Professor Christopher Dewdney
Christopher Dewdney
was born in London, Ontario, and now lives in Toronto,
where he is a professor at York University.
Appointed to the position of Jack McClelland Writer in Residence at
the
University of Toronto for the year 2009,
he is the author of four books of
nonfiction as well as eleven books of poetry.
His father is the late Selwyn Dewdney, the renowned archaeologist,
author, and historian.
“Because of my father’s concerns, I grew up with a prodigious amount of
national history, natural history, and there was as much art around the
house as there was science.”
That his poems reflect both an interest in art and science is
borne out by the fact that his poetry can be found in either the poetry
or natural history sections of book stores and libraries.
“My poetry,” Chris says, “is warped out of science. I think I’m a
frustrated scientist in poetry and a frustrated poet in science. A lot
of poets have an anti-science bias, a vision of themselves as romantics
in a tower, but I don’t. I’m a naturalist, I believe that science and
nature are one, that science is a perceptual tool which allows us to
define nature more specifically. Science has to incorporate and
mythologize as it happens. All poetry deals with information, finally.”
A four-time
nominee for
the Governor General’s Award, Chris won first-prize in the CBC
Literary Competition for poetry. In 2005 his book,
Acquainted With The
Night: Excursions into the World After Dark was nominated for
both a
Governor General’s Award and The Charles Taylor Prize for literary
non-fiction, and was published in seven countries.
He was winner of the $10,000
2007 Harbourfront Festival Prize.
In 2008,
HarperCollins published his most recent non-fiction title,
Soul of The
World: Unlocking the Secrets of Time.
Chris authored
18 Miles: The Epic Drama of Our Atmosphere and Its Weather
(winner of the 2021 American
Meteorological Society’s Louis J. Battan Authors’ Award for science writing),
Last Flesh: Life in the Transhuman Era,
Children of the Outer Dark: The Poetry of Christopher
Dewdney,
Permugenesis: A Recombinant Text,
The Natural History,
The Radiant Inventory: Poems, and
Spring Trances in the Control Emerald Night and the Cenozoic
Asylum,
and provided the foreword for
The Garden at Night: Private Views of Public Edens.
In May 1994, McClelland and Stewart published
Demon Pond. Quill & Quire wrote that in
Demon Pond “Dewdney has undergone a transformation;
his poetry has taken on greater humanity and been touched by love, while
still in touch with the gods.”
In 1984 (together with William Burroughs, Allen Ginsberg, Michael
Ondaatje and Tom Waits) he was featured in the internationally acclaimed
documentary
Poetry in Motion. He is an active figure in the North
American literary scene, and he has been published in Germany, England,
China, Spain, India as well as in the U.S. Recently he has appeared on
TVO’s Imprint, CBC’s Newsworld and CITY TV as well as CBC Radio’s
Morningside and The Arts Tonight.
Well known for his brilliance, wit and irreverence, Chris
is a sought-after speaker and reader in both Canada and the United
States.
Watch
Christopher Dewdney and
Soul of the World Trailer.
Listen to his interview on
BBC – Radio 4 – Excess Baggage – Graveyards and The World After
Dark.
Read
International Festival of Authors: Q & A with Christopher
Dewdney,
Author Christopher Dewdney looks at time with “Soul of the
World”, and
Christopher Dewdney in the Transhuman Era.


> **YOUR OBJECTIVE**: Begin at the line that contains "top=y1, right=x2, bottom=y2)." and repeat every line from there to the end of the records below, inclusive, without adding any other line.

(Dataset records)
BEGIN

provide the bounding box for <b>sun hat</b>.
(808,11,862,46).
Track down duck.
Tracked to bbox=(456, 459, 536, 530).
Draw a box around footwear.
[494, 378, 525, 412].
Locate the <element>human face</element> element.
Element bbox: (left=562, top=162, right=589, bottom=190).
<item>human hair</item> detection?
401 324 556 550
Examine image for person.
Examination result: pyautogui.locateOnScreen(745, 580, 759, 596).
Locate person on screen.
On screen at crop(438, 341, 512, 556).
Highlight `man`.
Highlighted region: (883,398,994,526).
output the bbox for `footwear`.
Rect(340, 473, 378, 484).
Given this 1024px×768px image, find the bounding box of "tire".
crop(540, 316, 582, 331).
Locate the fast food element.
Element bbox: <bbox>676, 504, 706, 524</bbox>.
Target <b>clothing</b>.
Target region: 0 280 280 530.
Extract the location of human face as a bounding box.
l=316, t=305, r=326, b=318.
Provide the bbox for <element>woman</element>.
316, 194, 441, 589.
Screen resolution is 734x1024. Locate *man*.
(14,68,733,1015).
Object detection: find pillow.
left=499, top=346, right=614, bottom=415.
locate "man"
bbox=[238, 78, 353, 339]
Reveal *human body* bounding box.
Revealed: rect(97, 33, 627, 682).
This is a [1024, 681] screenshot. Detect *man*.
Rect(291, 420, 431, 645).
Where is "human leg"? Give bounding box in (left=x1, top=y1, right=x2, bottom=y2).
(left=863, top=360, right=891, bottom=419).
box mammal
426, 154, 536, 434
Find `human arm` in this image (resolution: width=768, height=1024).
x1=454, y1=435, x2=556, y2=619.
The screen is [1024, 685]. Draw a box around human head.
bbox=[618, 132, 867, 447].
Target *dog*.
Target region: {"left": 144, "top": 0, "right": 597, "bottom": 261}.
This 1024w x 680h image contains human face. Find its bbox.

END

> **OUTPUT FOR THIS TASK**:
Where is "human leg"? Give bounding box in (left=x1, top=y1, right=x2, bottom=y2).
(left=863, top=360, right=891, bottom=419).
box mammal
426, 154, 536, 434
Find `human arm` in this image (resolution: width=768, height=1024).
x1=454, y1=435, x2=556, y2=619.
The screen is [1024, 685]. Draw a box around human head.
bbox=[618, 132, 867, 447].
Target *dog*.
Target region: {"left": 144, "top": 0, "right": 597, "bottom": 261}.
This 1024w x 680h image contains human face. Find its bbox.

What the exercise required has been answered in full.